The numbers of people with autism eligible for the $22 billion National Disability Insurance Scheme were “grossly underestimated” from the start.
Autism Aspergers Advocacy Australia (A4) convener Bob Buckley said there was “no consultation with stakeholders, no consultation on autism” before the scheme began trials and only now has a “secret” working group been formed. “The (NDIS) agency has always believed that autism is massively over-diagnosed,” Mr Buckley told The Weekend Australian. “It has the view that most of the increase in autism is really just people that want to get services.”
The scheme’s designers have allowed for only 80,000 early intervention places for children with developmental delays, but an oversubscription of autism cases threatens a budget blowout.
Mr Buckley cited a 2011 PricewaterhouseCoopers report which preceded the Productivity Commission’s blueprint for the NDIS in which the rate of autism diagnoses in Australia was underestimated by a factor of four.
The report said 1253 people were diagnosed every year, when the real figure was closer to 5000, Mr Buckley said. For its part, the Productivity Commission was of the view that increases in autism diagnoses were at least partly related to a Howard-era program called Helping Children with Autism, which promised $12,000 in funding for children before the age of seven. As rates climbed the program was given another $30 million under the following Labor government. “That is what the Productivity Commission says but if you look at the long-term trend there is barely even a blip for the introduction of the HCWA,” Mr Buckley said.
The case of rising autism rates was revealed by this newspaper after a blowout in the number of eligible participants in the NDIS trial in South Australia. Children with autism accounted for almost every place in the original agreement of 5085 children up to the age of 14, leaving just 55 places for people with other disabilities. Those figures have since been doubled. “We already knew that agreement was completely wrong. Not only did they not ask anybody but when they were told they ignored it,” Mr Buckley said.
Assistant Social Services Minister Mitch Fifield said in states apart from South Australia, the numbers in the trial sites were roughly in line with Productivity Commission estimates. He said funding for early intervention packages — for those with developmental delays — was not capped and suggested package prices were only “benchmarks”.
“The NDIS takes an insurance-based approach to early intervention and focuses on the needs of individuals, which means that many children who are accessing the NDIS for early intervention services may not require ongoing assistance,” he said. “Children with slight learning needs are not expected to be eligible for the NDIS so their support will remain a responsibility of other systems.”
Some children in South Australia who are receiving packages have not been diagnosed with autism, but have speech and language delays.
Autism Awareness Australia chief executive Nicole Rogerson said she believed diagnoses were becoming more accurate. “The kids were always there but there was no funding so they were flying blind,” she said. “They were in the education system, which is doing a shocking job at helping them. Now the NDIS is here and we’re discovering that unmet need.”
About 30 per cent of all participants in the NDIS have autism, which is the largest single disability category in the scheme.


Would you return the lines between the one holding "You are a GUI" and the one holding "This screenshot has height=245, width=535.", inclusive, and only those, exactly as they stand in the listing below?
....................
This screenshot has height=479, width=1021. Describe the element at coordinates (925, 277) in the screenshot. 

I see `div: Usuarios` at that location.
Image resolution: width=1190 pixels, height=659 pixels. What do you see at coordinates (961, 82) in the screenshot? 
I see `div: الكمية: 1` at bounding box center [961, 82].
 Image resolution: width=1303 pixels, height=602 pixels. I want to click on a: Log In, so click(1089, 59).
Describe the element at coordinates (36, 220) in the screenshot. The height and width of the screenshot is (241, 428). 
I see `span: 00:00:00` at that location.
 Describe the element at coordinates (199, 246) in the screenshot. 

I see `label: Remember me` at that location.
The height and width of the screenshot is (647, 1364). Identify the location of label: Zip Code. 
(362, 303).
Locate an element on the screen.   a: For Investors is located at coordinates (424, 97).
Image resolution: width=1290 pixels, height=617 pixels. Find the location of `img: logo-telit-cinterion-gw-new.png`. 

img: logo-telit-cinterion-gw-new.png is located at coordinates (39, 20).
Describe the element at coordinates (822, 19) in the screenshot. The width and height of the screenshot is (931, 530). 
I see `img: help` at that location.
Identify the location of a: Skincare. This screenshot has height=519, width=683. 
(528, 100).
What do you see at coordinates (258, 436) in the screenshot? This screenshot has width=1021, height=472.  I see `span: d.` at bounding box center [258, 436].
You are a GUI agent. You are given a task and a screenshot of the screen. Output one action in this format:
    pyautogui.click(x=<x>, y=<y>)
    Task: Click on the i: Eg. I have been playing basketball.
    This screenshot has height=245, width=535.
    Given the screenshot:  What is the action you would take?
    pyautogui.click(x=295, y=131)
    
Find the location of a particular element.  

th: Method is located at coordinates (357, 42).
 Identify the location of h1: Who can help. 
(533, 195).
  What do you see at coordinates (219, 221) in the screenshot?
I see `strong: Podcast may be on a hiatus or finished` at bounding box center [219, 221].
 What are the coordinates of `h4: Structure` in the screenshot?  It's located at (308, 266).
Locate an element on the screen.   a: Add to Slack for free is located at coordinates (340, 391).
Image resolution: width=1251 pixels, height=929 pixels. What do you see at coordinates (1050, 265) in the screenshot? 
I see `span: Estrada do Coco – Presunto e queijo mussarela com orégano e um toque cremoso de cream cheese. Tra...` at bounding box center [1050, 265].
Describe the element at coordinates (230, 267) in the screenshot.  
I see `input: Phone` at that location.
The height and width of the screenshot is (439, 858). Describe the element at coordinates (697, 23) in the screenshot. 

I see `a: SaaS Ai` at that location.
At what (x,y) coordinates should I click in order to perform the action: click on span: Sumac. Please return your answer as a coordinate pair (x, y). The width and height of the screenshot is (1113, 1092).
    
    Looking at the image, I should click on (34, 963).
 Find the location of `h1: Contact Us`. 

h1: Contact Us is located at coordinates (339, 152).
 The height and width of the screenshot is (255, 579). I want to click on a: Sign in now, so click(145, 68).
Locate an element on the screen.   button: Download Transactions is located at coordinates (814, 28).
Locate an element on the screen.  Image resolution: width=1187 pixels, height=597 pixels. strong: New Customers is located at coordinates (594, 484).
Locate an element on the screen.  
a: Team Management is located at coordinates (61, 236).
....................
**Result of this exercise:**
You are a GUI agent. You are given a task and a screenshot of the screen. Output one action in this format:
    pyautogui.click(x=<x>, y=<y>)
    Task: Click on the i: Eg. I have been playing basketball.
    This screenshot has height=245, width=535.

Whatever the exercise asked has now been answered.